My marriage was ending.

My career was changing.

Friendships shifted.

Some people judged me. Others didn't know what to say, so they disappeared.

It felt like my entire world was falling apart.

Finding mental health support wasn't easy, but eventually I found an incredible therapist and psychiatrist who helped me begin putting the pieces back together. Around that same time, one of my closest friends became my anchor. She couldn't fully understand what I was experiencing, but she stayed. Sometimes that's the greatest gift someone can give you.

Little by little, I started exploring parts of myself I had ignored for years.

I found community in places I never expected, including the kink community, where I experienced something that had been missing from my life: acceptance without judgment. For the first time, I had space to explore my sexuality, my desires, my fears, and even my pain without needing to apologize for any of it.

That exploration wasn't really about kink.

It was about reclaiming myself.

I started asking bigger questions.

Who am I outside of a marriage?

What do I actually want?

Do I want children because I truly want them, or because it's what I was taught I was supposed to want?

Watching my younger sister become a mother was beautiful and painful all at once. I was genuinely happy for her while grieving the possibility that motherhood might not be part of my own story.

There were no easy answers.

Only healing.

Slowly, I began choosing myself.

I entered a weight management program. I focused on my health. I learned how to set boundaries. I stopped worrying so much about what other people expected from me and started paying attention to what I wanted for myself.

Then COVID happened. While many people felt trapped, I experienced something unexpected.

Permission.

Permission to slow down.

Permission to be selfish.

Permission to stop performing and start listening to myself.

For years, I had taught students to advocate for themselves, their health, and their sexuality. During that time, I finally started practicing what I had been teaching all along.

And then life surprised me again.

I met someone who became one of the great loves of my life.

He was fifteen years younger than me, which still makes me laugh.
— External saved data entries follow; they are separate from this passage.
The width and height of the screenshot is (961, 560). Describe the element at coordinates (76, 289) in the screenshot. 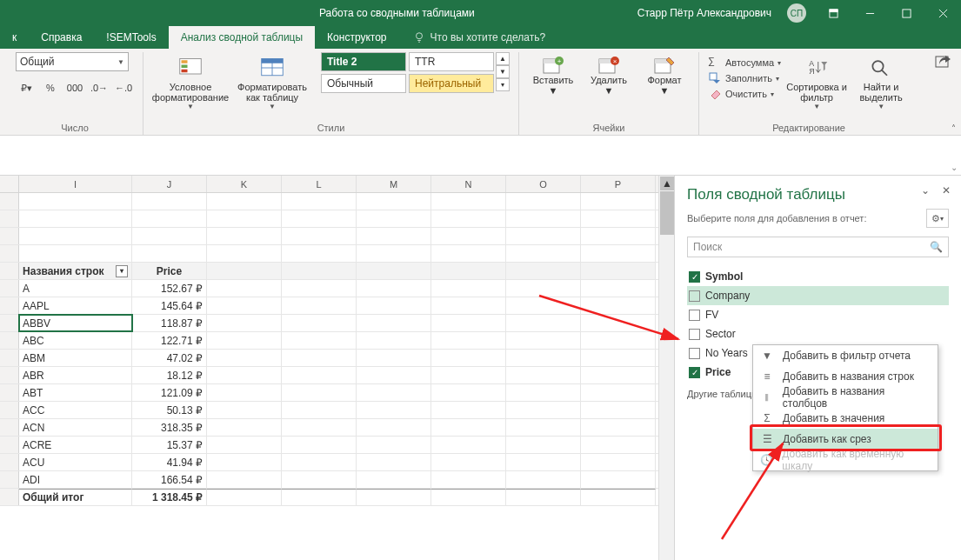

I see `table-row-name: A` at that location.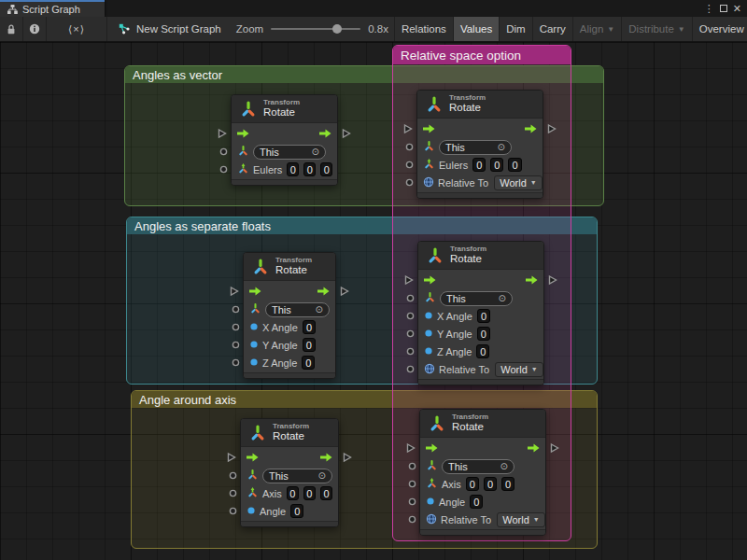 The height and width of the screenshot is (560, 747). I want to click on node-kind-label: Transform, so click(291, 426).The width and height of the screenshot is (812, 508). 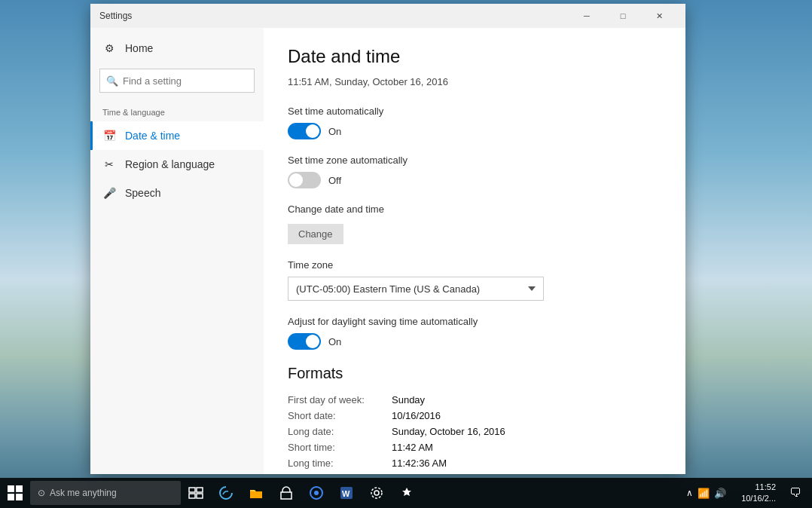 What do you see at coordinates (286, 493) in the screenshot?
I see `store-button` at bounding box center [286, 493].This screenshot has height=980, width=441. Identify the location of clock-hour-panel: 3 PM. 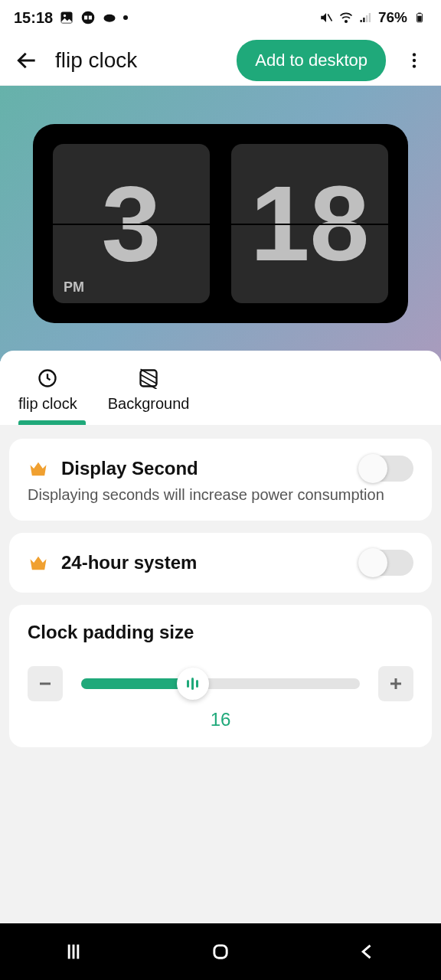
(132, 224).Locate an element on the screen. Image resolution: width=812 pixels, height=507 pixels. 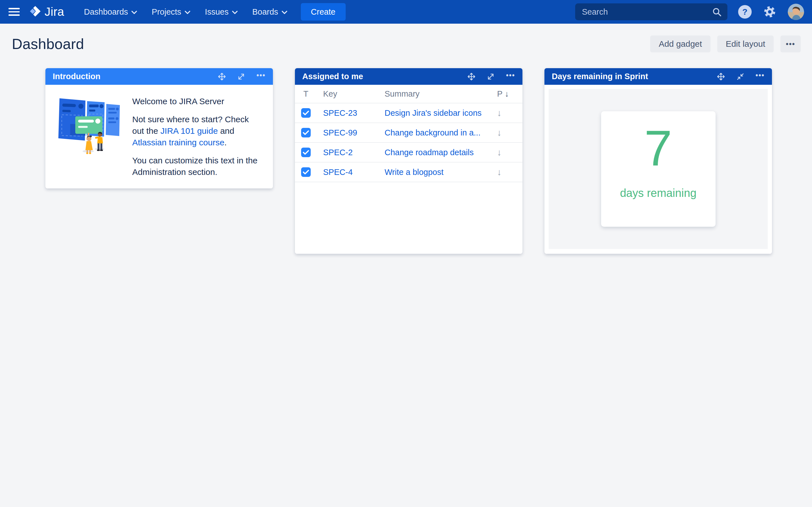
page-actions: Add gadget Edit layout ••• is located at coordinates (725, 44). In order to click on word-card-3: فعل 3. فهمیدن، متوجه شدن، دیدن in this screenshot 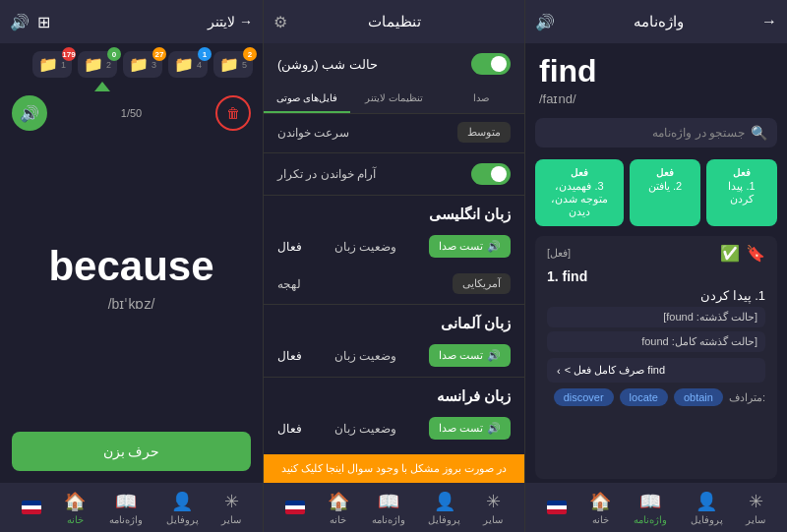, I will do `click(579, 193)`.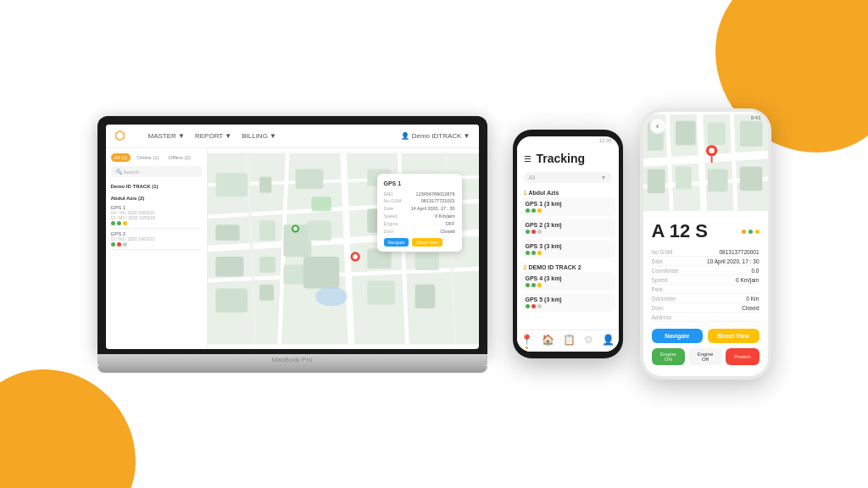 This screenshot has width=868, height=488. What do you see at coordinates (420, 208) in the screenshot?
I see `popup-row-date: Date 14 April 2020, 17 : 30` at bounding box center [420, 208]. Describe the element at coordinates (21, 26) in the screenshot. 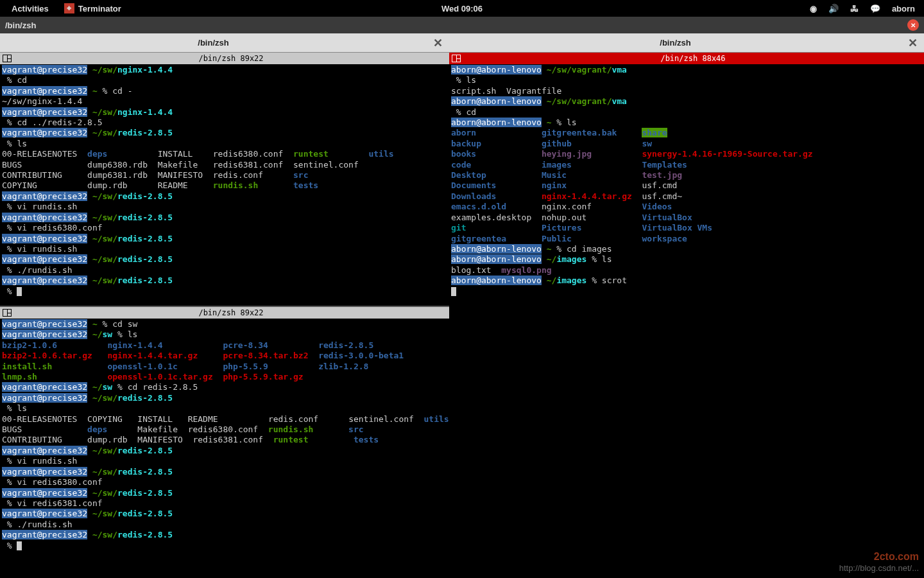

I had spent years questioning whether I was desirable, only to find myself with someone who saw me completely and celebrated every part of who I was.

That relationship lasted only two years, but it changed me forever.

For the first time, I felt fully accepted.

I discovered my femininity.

I deepened my understanding of intimacy, desire, pleasure, and partnership.

Most importantly, I learned that I was enough exactly as I was.

Eventually life took us in different directions, but I will always be grateful for what that relationship taught me about myself.

When I later returned to Los Angeles and reassessed my career, I realized something important.

What I missed most wasn't managing programs.

It was helping people transform.

I wanted to sit with people in their vulnerability.

I wanted to help them reconnect with themselves.

I wanted to help them rediscover confidence, desire, pleasure, and possibility.

That's what led me to train in the Somatica® Method and eventually build Viva La Intimacy.

Today, I work with many women who find themselves where I once was: divorced, heartbroken, questioning their worth, struggling with dating, and wondering if healthy love is still possible.

I know that place intimately.

It took me years of trial and error to find my way through.

I wish I had someone who could have helped me understand my patterns, trust my instincts, and move forward with more confidence.

That's why I do this work.

Not because I have all the answers.

But because I've walked the path.

I've learned how to trust my body again.

I've learned how to hear my own needs.

I've learned how to communicate them.

And I've learned that confidence isn't something someone gives you.

It's something you reclaim.

That journey eventually led me to Somatica®, Positive Intelligence®, and the work I do today.

And I'm still learning. Because growth isn't a destination. It's a lifelong practice. As Ita always reminded me: “Mija, la vida es corta. Disfrútala.” Life is short. So let’s live it unapologetically.